Despite the positive experiences of many in the two World Wars, First Peoples veterans returned to the same discrimination and poor living conditions they had previously known. Many employers offered preferential positions to veterans, but First Peoples were actively discouraged from applying for this work. The soldier settlement scheme, which offered farming land to veterans, was not only denied the majority, but to add insult to indignity, lands previously reserved for First Peoples were transferred to non-Indigenous veterans. Gunditjmara man, Herbert Lovett applied for land near Lake Condah, his family’s traditional land, but was denied. Percy Pepper, a Gurnai/Kurnai man from East Gippsland was one of the very few First Peoples allocated a block. It was in a reclaimed swamp at Koo Wee Rup. Repeated flooding made the farm unworkable, and he was forced to give it up.

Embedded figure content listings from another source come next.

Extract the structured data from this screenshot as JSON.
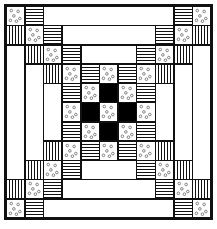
{
  "grid": {
    "cols": 11,
    "rows": 11
  },
  "colors": {
    "ink": "#111111",
    "fill_dark": "#000000",
    "background": "#ffffff"
  },
  "fabric_legend": {
    "dot": "dotted print",
    "hstripe": "horizontal stripes",
    "vstripe": "vertical stripes",
    "black": "solid black",
    "white": "plain white"
  },
  "pieces": [
    {
      "r": 0,
      "c": 0,
      "w": 1,
      "h": 1,
      "t": "dot"
    },
    {
      "r": 0,
      "c": 1,
      "w": 1,
      "h": 1,
      "t": "hstripe"
    },
    {
      "r": 0,
      "c": 2,
      "w": 7,
      "h": 1,
      "t": "white"
    },
    {
      "r": 0,
      "c": 9,
      "w": 1,
      "h": 1,
      "t": "hstripe"
    },
    {
      "r": 0,
      "c": 10,
      "w": 1,
      "h": 1,
      "t": "dot"
    },
    {
      "r": 1,
      "c": 0,
      "w": 1,
      "h": 1,
      "t": "vstripe"
    },
    {
      "r": 1,
      "c": 1,
      "w": 1,
      "h": 1,
      "t": "dot"
    },
    {
      "r": 1,
      "c": 2,
      "w": 1,
      "h": 1,
      "t": "hstripe"
    },
    {
      "r": 1,
      "c": 3,
      "w": 5,
      "h": 1,
      "t": "white"
    },
    {
      "r": 1,
      "c": 8,
      "w": 1,
      "h": 1,
      "t": "hstripe"
    },
    {
      "r": 1,
      "c": 9,
      "w": 1,
      "h": 1,
      "t": "dot"
    },
    {
      "r": 1,
      "c": 10,
      "w": 1,
      "h": 1,
      "t": "vstripe"
    },
    {
      "r": 2,
      "c": 0,
      "w": 1,
      "h": 7,
      "t": "white"
    },
    {
      "r": 2,
      "c": 1,
      "w": 1,
      "h": 1,
      "t": "vstripe"
    },
    {
      "r": 2,
      "c": 2,
      "w": 1,
      "h": 1,
      "t": "dot"
    },
    {
      "r": 2,
      "c": 3,
      "w": 1,
      "h": 1,
      "t": "hstripe"
    },
    {
      "r": 2,
      "c": 4,
      "w": 3,
      "h": 1,
      "t": "white"
    },
    {
      "r": 2,
      "c": 7,
      "w": 1,
      "h": 1,
      "t": "hstripe"
    },
    {
      "r": 2,
      "c": 8,
      "w": 1,
      "h": 1,
      "t": "dot"
    },
    {
      "r": 2,
      "c": 9,
      "w": 1,
      "h": 1,
      "t": "vstripe"
    },
    {
      "r": 2,
      "c": 10,
      "w": 1,
      "h": 7,
      "t": "white"
    },
    {
      "r": 3,
      "c": 1,
      "w": 1,
      "h": 5,
      "t": "white"
    },
    {
      "r": 3,
      "c": 2,
      "w": 1,
      "h": 1,
      "t": "vstripe"
    },
    {
      "r": 3,
      "c": 3,
      "w": 1,
      "h": 1,
      "t": "dot"
    },
    {
      "r": 3,
      "c": 4,
      "w": 1,
      "h": 1,
      "t": "hstripe"
    },
    {
      "r": 3,
      "c": 5,
      "w": 1,
      "h": 1,
      "t": "dot"
    },
    {
      "r": 3,
      "c": 6,
      "w": 1,
      "h": 1,
      "t": "hstripe"
    },
    {
      "r": 3,
      "c": 7,
      "w": 1,
      "h": 1,
      "t": "dot"
    },
    {
      "r": 3,
      "c": 8,
      "w": 1,
      "h": 1,
      "t": "vstripe"
    },
    {
      "r": 3,
      "c": 9,
      "w": 1,
      "h": 5,
      "t": "white"
    },
    {
      "r": 4,
      "c": 2,
      "w": 1,
      "h": 3,
      "t": "white"
    },
    {
      "r": 4,
      "c": 3,
      "w": 1,
      "h": 1,
      "t": "hstripe"
    },
    {
      "r": 4,
      "c": 4,
      "w": 1,
      "h": 1,
      "t": "dot"
    },
    {
      "r": 4,
      "c": 5,
      "w": 1,
      "h": 1,
      "t": "black"
    },
    {
      "r": 4,
      "c": 6,
      "w": 1,
      "h": 1,
      "t": "dot"
    },
    {
      "r": 4,
      "c": 7,
      "w": 1,
      "h": 1,
      "t": "hstripe"
    },
    {
      "r": 4,
      "c": 8,
      "w": 1,
      "h": 3,
      "t": "white"
    },
    {
      "r": 5,
      "c": 3,
      "w": 1,
      "h": 1,
      "t": "dot"
    },
    {
      "r": 5,
      "c": 4,
      "w": 1,
      "h": 1,
      "t": "black"
    },
    {
      "r": 5,
      "c": 5,
      "w": 1,
      "h": 1,
      "t": "dot"
    },
    {
      "r": 5,
      "c": 6,
      "w": 1,
      "h": 1,
      "t": "black"
    },
    {
      "r": 5,
      "c": 7,
      "w": 1,
      "h": 1,
      "t": "dot"
    },
    {
      "r": 6,
      "c": 3,
      "w": 1,
      "h": 1,
      "t": "hstripe"
    },
    {
      "r": 6,
      "c": 4,
      "w": 1,
      "h": 1,
      "t": "dot"
    },
    {
      "r": 6,
      "c": 5,
      "w": 1,
      "h": 1,
      "t": "black"
    },
    {
      "r": 6,
      "c": 6,
      "w": 1,
      "h": 1,
      "t": "dot"
    },
    {
      "r": 6,
      "c": 7,
      "w": 1,
      "h": 1,
      "t": "hstripe"
    },
    {
      "r": 7,
      "c": 2,
      "w": 1,
      "h": 1,
      "t": "vstripe"
    },
    {
      "r": 7,
      "c": 3,
      "w": 1,
      "h": 1,
      "t": "dot"
    },
    {
      "r": 7,
      "c": 4,
      "w": 1,
      "h": 1,
      "t": "hstripe"
    },
    {
      "r": 7,
      "c": 5,
      "w": 1,
      "h": 1,
      "t": "dot"
    },
    {
      "r": 7,
      "c": 6,
      "w": 1,
      "h": 1,
      "t": "hstripe"
    },
    {
      "r": 7,
      "c": 7,
      "w": 1,
      "h": 1,
      "t": "dot"
    },
    {
      "r": 7,
      "c": 8,
      "w": 1,
      "h": 1,
      "t": "vstripe"
    },
    {
      "r": 8,
      "c": 1,
      "w": 1,
      "h": 1,
      "t": "vstripe"
    },
    {
      "r": 8,
      "c": 2,
      "w": 1,
      "h": 1,
      "t": "dot"
    },
    {
      "r": 8,
      "c": 3,
      "w": 1,
      "h": 1,
      "t": "hstripe"
    },
    {
      "r": 8,
      "c": 4,
      "w": 3,
      "h": 1,
      "t": "white"
    },
    {
      "r": 8,
      "c": 7,
      "w": 1,
      "h": 1,
      "t": "hstripe"
    },
    {
      "r": 8,
      "c": 8,
      "w": 1,
      "h": 1,
      "t": "dot"
    },
    {
      "r": 8,
      "c": 9,
      "w": 1,
      "h": 1,
      "t": "vstripe"
    },
    {
      "r": 9,
      "c": 0,
      "w": 1,
      "h": 1,
      "t": "vstripe"
    },
    {
      "r": 9,
      "c": 1,
      "w": 1,
      "h": 1,
      "t": "dot"
    },
    {
      "r": 9,
      "c": 2,
      "w": 1,
      "h": 1,
      "t": "hstripe"
    },
    {
      "r": 9,
      "c": 3,
      "w": 5,
      "h": 1,
      "t": "white"
    },
    {
      "r": 9,
      "c": 8,
      "w": 1,
      "h": 1,
      "t": "hstripe"
    },
    {
      "r": 9,
      "c": 9,
      "w": 1,
      "h": 1,
      "t": "dot"
    },
    {
      "r": 9,
      "c": 10,
      "w": 1,
      "h": 1,
      "t": "vstripe"
    },
    {
      "r": 10,
      "c": 0,
      "w": 1,
      "h": 1,
      "t": "dot"
    },
    {
      "r": 10,
      "c": 1,
      "w": 1,
      "h": 1,
      "t": "hstripe"
    },
    {
      "r": 10,
      "c": 2,
      "w": 7,
      "h": 1,
      "t": "white"
    },
    {
      "r": 10,
      "c": 9,
      "w": 1,
      "h": 1,
      "t": "hstripe"
    },
    {
      "r": 10,
      "c": 10,
      "w": 1,
      "h": 1,
      "t": "dot"
    }
  ]
}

After the Second World War restrictions on First Peoples’ service in the military were removed. It is still difficult to know how many have chosen to serve since that time, as until the 1980s the military did not ask enlistees about their heritage. It is estimated over a thousand First Peoples are serving in the modern Australian Defence Force, which values traditional and technical skills equally.

This exhibition covers 120 years of service by First Peoples. The stories presented provide insight into the challenges, positive and negative, they and their families faced in service and on the home front. It will be on display in the South West Gallery of the Shrine until April 2023.

Katrina Nicolson is the Exhibitions and Collections Research Officer at the Shrine of Remembrance.